05/31/2026
You know, my impulsivity is usually my superpower—until it isn’t.
Last Wednesday afternoon, it made me a hero. I was driving up Indian Line north of Hagersville and spotted a native snapping turtle stranded right on the centre line. Without a second thought, I pulled over and rescued it. Total success. Leaping before looking honestly works out for me more often than you'd think.
But just four hours later, the darker side of that same trait caught up with me.
It was just before 8:00 PM when I noticed one of my beehives had swarmed. To be completely honest with you, I was already harbouring this simmering, impulsive anger at my partner because she hadn't checked the four hives that had overwintered and were showing obvious signs of overpopulation. Fueled by that irritation and rushing against the fading light, I made a totally reckless choice: I grabbed the net, bypassed my protective suit, and went in completely unprotected.
The bees did exactly what bees do. They attacked me, getting hopelessly tangled in my hair and delivering six stings straight to my temple and scalp.
It got bad, fast. I went into immediate anaphylaxis. Even after I deployed an EpiPen, my partner still had to call an ambulance. I ended up spending the next several hours hooked up to a four-hour potassium drip, and I didn't finally get discharged from the hospital until 3:30 AM.

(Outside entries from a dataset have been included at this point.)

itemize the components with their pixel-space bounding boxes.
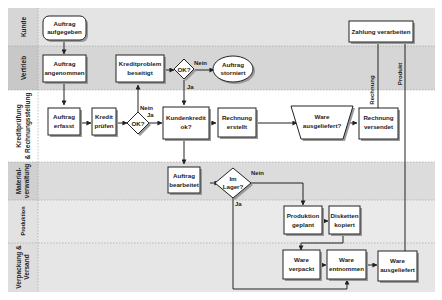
lane-label-kredit-2: & Rechnungsstellung xyxy=(24,93,32,160)
svg-text:Im: Im xyxy=(229,175,237,182)
svg-text:storniert: storniert xyxy=(220,69,245,76)
node-disketten-kopiert: Disketten kopiert xyxy=(329,206,362,236)
svg-text:Ware: Ware xyxy=(339,256,354,263)
node-zahlung-verarbeiten: Zahlung verarbeiten xyxy=(349,21,415,44)
svg-text:geplant: geplant xyxy=(292,221,314,228)
svg-text:Auftrag: Auftrag xyxy=(222,61,244,68)
svg-text:Disketten: Disketten xyxy=(331,212,359,219)
node-rechnung-versendet: Rechnung versendet xyxy=(359,108,400,141)
edge-label-ok1-nein: Nein xyxy=(194,60,207,66)
svg-text:Auftrag: Auftrag xyxy=(54,60,76,67)
node-auftrag-erfasst: Auftrag erfasst xyxy=(48,108,82,137)
svg-text:verpackt: verpackt xyxy=(289,265,314,272)
lane-label-kunde: Kunde xyxy=(20,17,27,38)
svg-text:Auftrag: Auftrag xyxy=(53,113,75,120)
svg-text:Ware: Ware xyxy=(315,113,330,120)
lane-label-verpackung-2: Versand xyxy=(23,254,30,279)
svg-text:kopiert: kopiert xyxy=(334,221,355,228)
node-kundenkredit: Kundenkredit ok? xyxy=(163,107,211,141)
lane-label-produktion: Produktion xyxy=(20,206,26,236)
svg-text:Kredit: Kredit xyxy=(95,113,113,120)
lane-label-material-2: verwaltung xyxy=(23,164,31,198)
node-ware-verpackt: Ware verpackt xyxy=(283,250,322,281)
swimlane-diagram: Kunde Vertrieb Kreditprüfung & Rechnungs… xyxy=(0,0,442,300)
svg-text:beseitigt: beseitigt xyxy=(127,69,152,76)
svg-text:Zahlung verarbeiten: Zahlung verarbeiten xyxy=(351,28,410,35)
svg-text:ausgeliefert?: ausgeliefert? xyxy=(303,122,342,129)
lane-label-kredit-1: Kreditprüfung xyxy=(15,104,23,147)
node-ware-ausgeliefert-question: Ware ausgeliefert? xyxy=(291,106,355,141)
svg-text:Lager?: Lager? xyxy=(223,183,244,190)
svg-text:Produktion: Produktion xyxy=(287,212,320,219)
node-ware-ausgeliefert: Ware ausgeliefert xyxy=(378,251,419,283)
svg-text:entnommen: entnommen xyxy=(329,265,364,272)
lane-label-vertrieb: Vertrieb xyxy=(20,56,27,80)
edge-label-ok2-nein: Nein xyxy=(140,105,153,111)
svg-text:bearbeitet: bearbeitet xyxy=(169,181,199,188)
lane-verpackung: Verpackung & Versand xyxy=(8,243,435,292)
svg-text:angenommen: angenommen xyxy=(44,69,84,76)
svg-text:prüfen: prüfen xyxy=(94,122,113,129)
node-auftrag-aufgegeben: Auftrag aufgegeben xyxy=(43,16,88,42)
svg-text:Kundenkredit: Kundenkredit xyxy=(166,114,206,121)
svg-text:Auftrag: Auftrag xyxy=(173,172,195,179)
svg-text:Auftrag: Auftrag xyxy=(54,20,76,27)
node-produktion-geplant: Produktion geplant xyxy=(284,206,324,236)
svg-text:erstellt: erstellt xyxy=(227,123,247,130)
svg-text:Kreditproblem: Kreditproblem xyxy=(119,60,162,67)
svg-text:Ware: Ware xyxy=(390,257,405,264)
svg-text:aufgegeben: aufgegeben xyxy=(47,28,82,35)
node-rechnung-erstellt: Rechnung erstellt xyxy=(218,108,258,139)
svg-text:Rechnung: Rechnung xyxy=(222,114,252,121)
edge-label-rechnung: Rechnung xyxy=(369,75,375,105)
edge-label-lager-nein: Nein xyxy=(251,170,264,176)
node-kreditproblem-beseitigt: Kreditproblem beseitigt xyxy=(116,55,166,84)
lane-label-verpackung-1: Verpackung & xyxy=(15,245,23,289)
node-auftrag-angenommen: Auftrag angenommen xyxy=(43,55,88,84)
edge-label-produkt: Produkt xyxy=(397,63,403,86)
lane-label-material-1: Material- xyxy=(15,168,22,195)
svg-text:OK?: OK? xyxy=(131,120,144,127)
node-kredit-pruefen: Kredit prüfen xyxy=(92,108,118,137)
svg-text:Ware: Ware xyxy=(294,256,309,263)
edge-label-lager-ja: Ja xyxy=(235,201,242,207)
svg-text:Rechnung: Rechnung xyxy=(363,114,393,121)
edge-label-ok1-ja: Ja xyxy=(187,84,194,90)
svg-text:OK?: OK? xyxy=(177,66,190,73)
edge-label-ok2-ja: Ja xyxy=(147,112,154,118)
svg-text:versendet: versendet xyxy=(364,123,393,130)
svg-text:ok?: ok? xyxy=(180,123,191,130)
svg-text:erfasst: erfasst xyxy=(54,122,74,129)
lane-produktion: Produktion xyxy=(8,200,435,243)
node-ware-entnommen: Ware entnommen xyxy=(327,250,368,281)
svg-text:ausgeliefert: ausgeliefert xyxy=(380,266,415,273)
node-auftrag-bearbeitet: Auftrag bearbeitet xyxy=(168,167,202,195)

Don’t feel sorry for me, I knew better. But lesson learned: I absolutely must wear a bee suit and full protection from now on, and I have to carry an EpiPen with me at all times.
I guess when I act fast out of instinct and empathy, I save a turtle. But when I act fast out of anger, I end up in an ambulance. The moral of my story is clear: I leap before I look. I just need to start making sure it's not into a swarm of bees.